There is a story, how true I am not sure, but plausible, of the utter amazement of Soviet defectors when taken to a rather average American supermarket. Many thought it was one of a kind created just to impress them. On the other hand when they had to deal with getting a driver’s license and registering a car they thought that experience was the one that most closely reminded them of home.
From my own experience I had greater culture shock after returning from a year in a remote location in South East Asia during the unpleasantness there than I did when I first went over there. Seeing buildings more than a couple of floors high did give me Stendhal’s Syndrome, although I didn’t know what it was called until I just read this post.
> driver’s license
I nearly rolled onto the floor reading Victor Belenko’s sccount of getting a driver’s license after he defected to the USA. (it’s in “MIG Pilot”)
He told his CIA handler he wanted a driver’s license. The handler told him he’d have to study, fill out the application, and take the test at the DMV.
“Well, fix it then.”
“No, you don’t understand. We’re only the CIA. They’re the DMV.”
The fact that Soviet defectors found supermarkets most amazing was mentioned by Jack Ryan in The Hunt for Red October (the novel), and he also mentioned he’d based that on a report he’d read about defectors, which means Tom Clancy probably read that same report or something similar.
I don’t doubt that the source is the same. I first learned about it in the early 1970 while in the USAF working with some people that probably had first hand knowledge of this.
Around 1994 I had tenants from Russia. This was after the USSR fell, and allegedly after the economic recovery was well underway. My wife and I took the tenant wife to a supermarket, when she’d been in the US only about three days, and she stopped dead, jaw dropped, when she saw the produce section. February, and you could buy any fresh fruit or vegetable you liked. This was in a city of about 50,000 in upstate NY.
Rich country, America.
“I didn’t know that Mexican Asian food was a thing…”

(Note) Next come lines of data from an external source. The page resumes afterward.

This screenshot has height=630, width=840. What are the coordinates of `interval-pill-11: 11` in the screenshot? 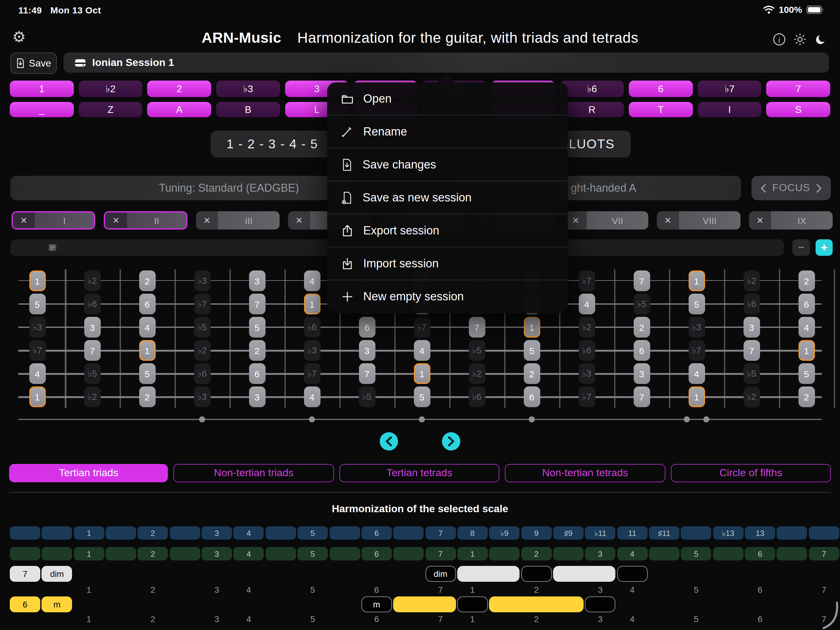 It's located at (632, 533).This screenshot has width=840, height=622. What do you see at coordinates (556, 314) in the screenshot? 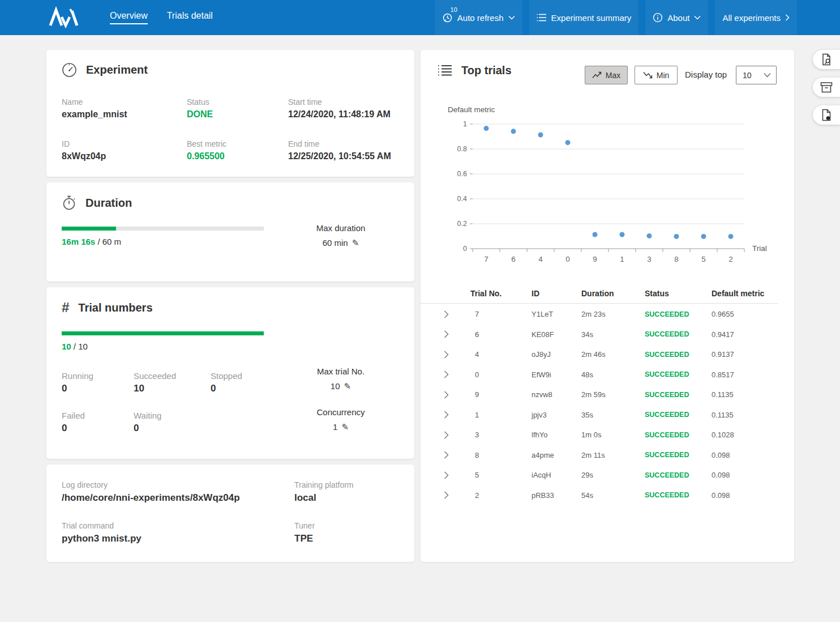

Many years ago, my sister had a brief span in NYC, where she encountered Chinese-Cuban restaurants. They were operated by ethnic Chinese Cubans who were recent refugees from Castro. The food was Chinese-based, but included such Caribbean staples as plantains.

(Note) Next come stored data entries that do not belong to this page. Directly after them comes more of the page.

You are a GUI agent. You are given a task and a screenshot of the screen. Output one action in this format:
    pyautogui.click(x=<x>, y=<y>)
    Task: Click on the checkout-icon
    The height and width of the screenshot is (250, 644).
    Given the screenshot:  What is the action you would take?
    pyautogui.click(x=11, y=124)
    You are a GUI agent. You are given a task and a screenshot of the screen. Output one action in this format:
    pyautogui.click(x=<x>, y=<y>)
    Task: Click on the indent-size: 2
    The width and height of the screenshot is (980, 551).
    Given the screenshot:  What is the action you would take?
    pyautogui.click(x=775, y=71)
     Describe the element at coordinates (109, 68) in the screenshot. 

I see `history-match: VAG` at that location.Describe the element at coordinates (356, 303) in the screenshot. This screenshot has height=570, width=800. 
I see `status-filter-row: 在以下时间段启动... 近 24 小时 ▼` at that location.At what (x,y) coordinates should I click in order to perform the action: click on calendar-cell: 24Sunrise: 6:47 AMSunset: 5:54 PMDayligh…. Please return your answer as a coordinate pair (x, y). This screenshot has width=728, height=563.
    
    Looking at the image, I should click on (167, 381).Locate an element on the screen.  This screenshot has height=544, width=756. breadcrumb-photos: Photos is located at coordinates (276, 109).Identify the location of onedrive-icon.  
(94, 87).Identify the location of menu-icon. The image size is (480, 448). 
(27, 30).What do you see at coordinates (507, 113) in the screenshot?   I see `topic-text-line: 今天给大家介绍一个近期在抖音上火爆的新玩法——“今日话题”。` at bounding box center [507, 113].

In the mid-ninety’s I was working in a warehouse (IT support) that had implemented a ton of automated robotics. Little vehicles that drove around “on their own”, towed trailers with aircraft containers, etc. Really neat job and neat place to work.
We had quite a few groups come through touring the facility, so various ones of us led tour groups and explained things at times.

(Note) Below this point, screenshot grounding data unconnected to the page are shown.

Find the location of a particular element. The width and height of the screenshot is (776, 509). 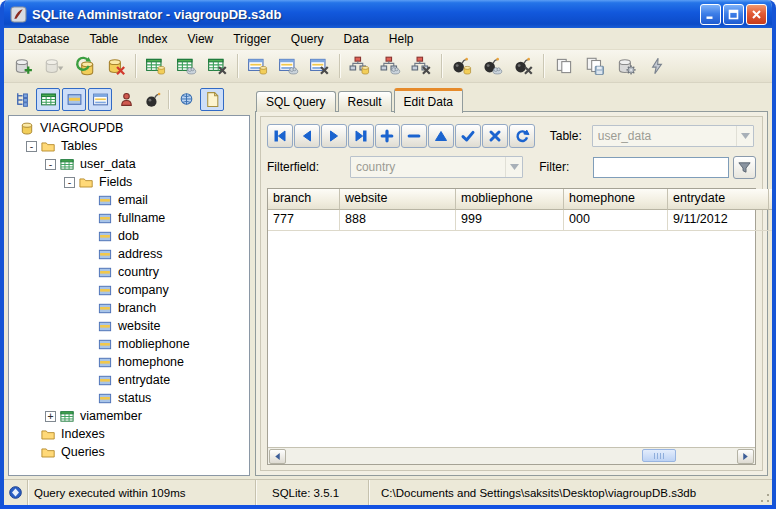

database-refresh-icon is located at coordinates (85, 66).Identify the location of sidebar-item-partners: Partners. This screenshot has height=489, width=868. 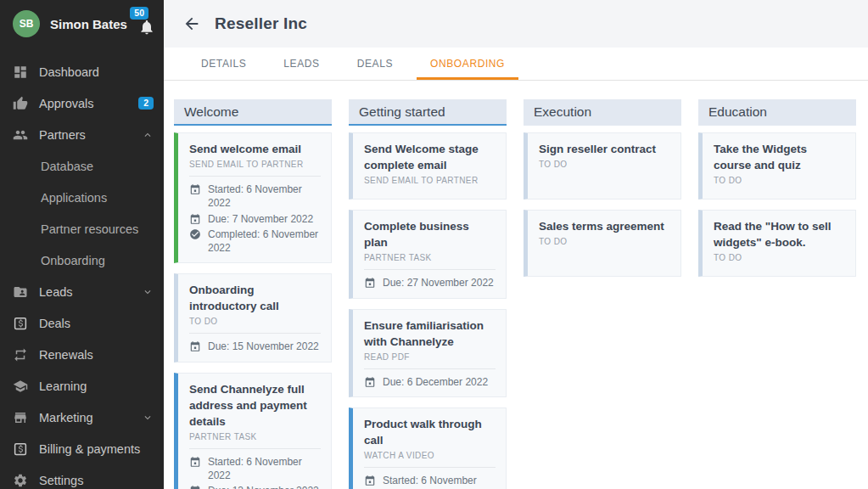
(81, 134).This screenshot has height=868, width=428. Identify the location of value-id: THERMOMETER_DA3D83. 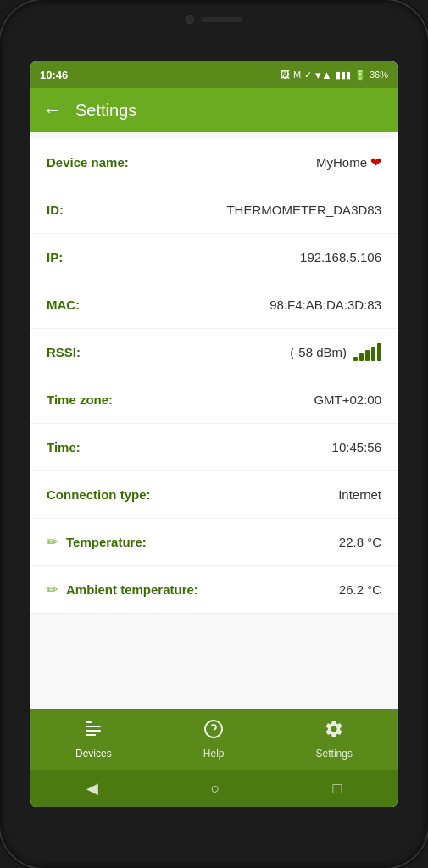
(303, 210).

I caught the “Russian Oil Ministers” tour. 20-30 middle aged+ guys, all the head of a different “oil company” in the USSR. Apparently they each had 60-80,000 men working for them, so these were the big boys.
On the path of the tour we happened to walk past the main breakroom for the cargo guys that worked in the facility. You know the type, tables and a row of vending machines along one wall.
Every one of those men filmed and/or at least talked about how they couldn’t believe that much food was just available to any old worker.
——–
Of course the other parts of that tour included the men shoving each other onto a freight scale and laughing at how much they weighed, one guy asking me if we checked for radiation… not the freight, but the building. You know, those average questions we always got 🙂
You are lucky to be living in a (relatively) business friendly state like Arizona. In my neighborhood in the Silicon Valley, Taxifornia we have just lost two good retail stores, a grocery and drug store. My fair city has a phalanx (I wonder what the proper group noun should be) of onerous laws and regulations from a notoriously corrupt disability and unemployment insurance system to $15 minimum wage, which just proportionately increases the employee costs up the organization. Couple that with insane rents and I am living in a retail desert in one of the wealthiest regions in the country. Go figure.